What is required: Note the line containing "At what (x,y)"; from it through the last line below, give only those lines again, exactly, both ends included, skipping pictures.

Input:
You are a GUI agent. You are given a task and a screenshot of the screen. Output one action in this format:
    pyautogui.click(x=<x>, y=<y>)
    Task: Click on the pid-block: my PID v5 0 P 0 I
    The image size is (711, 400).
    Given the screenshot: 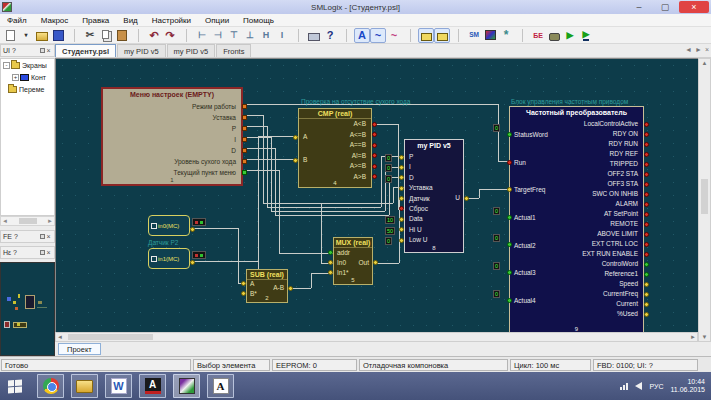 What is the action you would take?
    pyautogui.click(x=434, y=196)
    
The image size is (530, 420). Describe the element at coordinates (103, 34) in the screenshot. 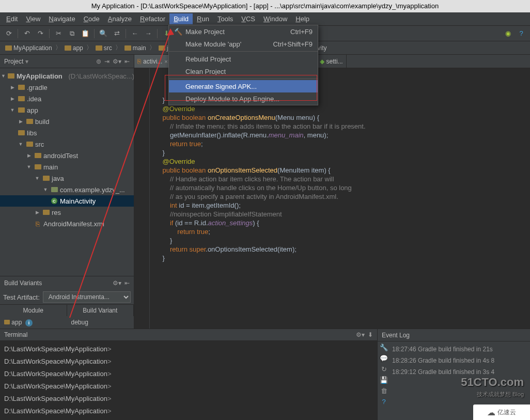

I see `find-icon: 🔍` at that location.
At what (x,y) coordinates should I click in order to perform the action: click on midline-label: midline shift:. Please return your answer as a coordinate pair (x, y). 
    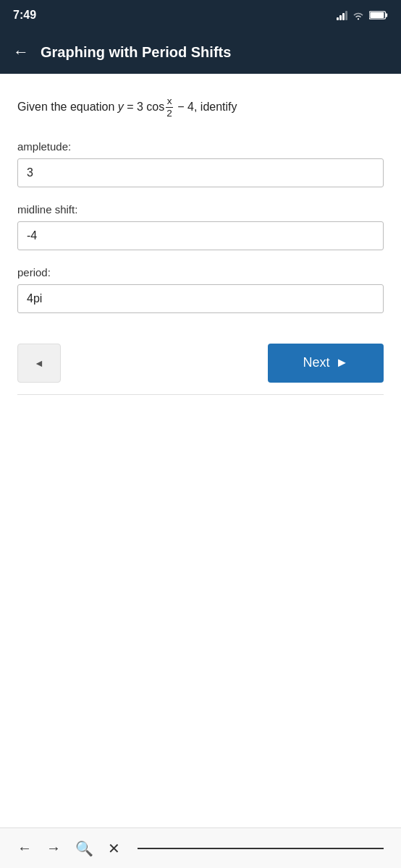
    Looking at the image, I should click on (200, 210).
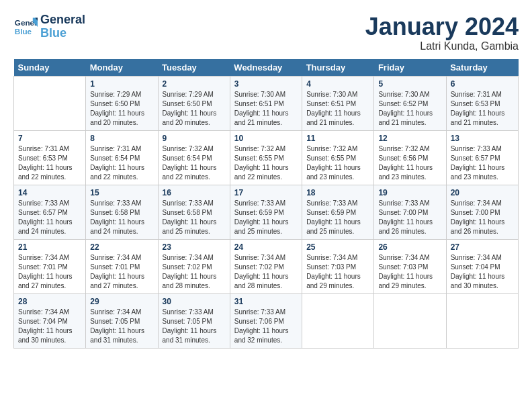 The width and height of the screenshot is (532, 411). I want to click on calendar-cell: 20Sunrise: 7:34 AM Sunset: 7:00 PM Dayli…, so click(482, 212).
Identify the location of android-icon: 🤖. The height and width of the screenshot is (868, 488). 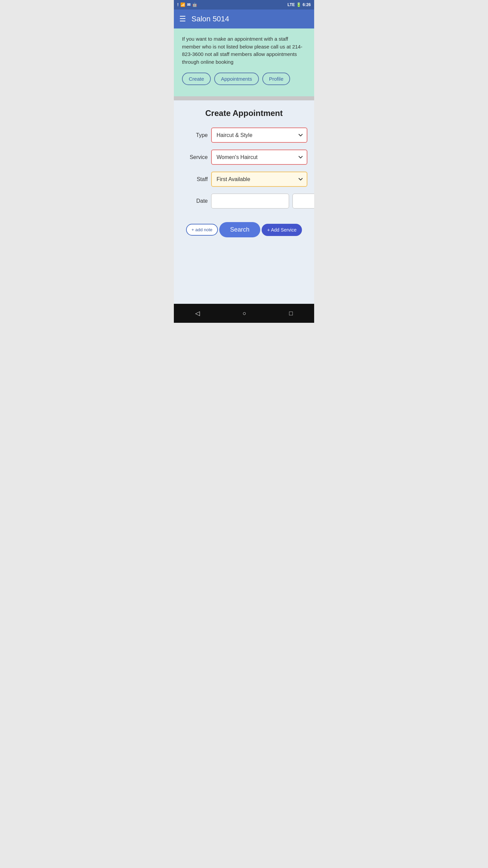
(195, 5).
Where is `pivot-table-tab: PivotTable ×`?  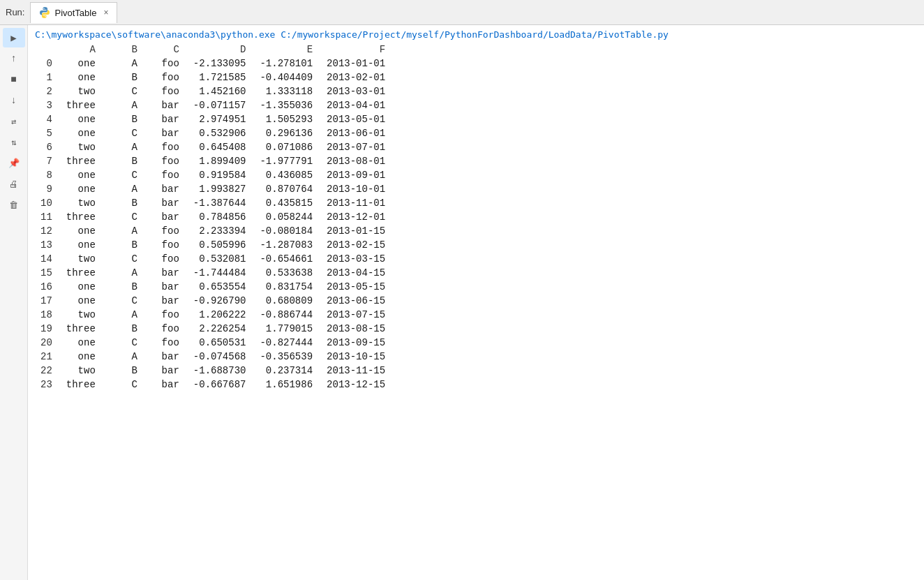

Answer space:
At what (x,y) coordinates should I click in order to perform the action: click on midline-label: midline shift:. Please return your answer as a coordinate pair (x, y). 
    Looking at the image, I should click on (200, 210).
 The width and height of the screenshot is (532, 411). I want to click on calendar-cell: 20Sunrise: 7:34 AM Sunset: 7:00 PM Dayli…, so click(482, 212).
Identify the location of android-icon: 🤖. The height and width of the screenshot is (868, 488). 
(195, 5).
Where is `pivot-table-tab: PivotTable ×`?  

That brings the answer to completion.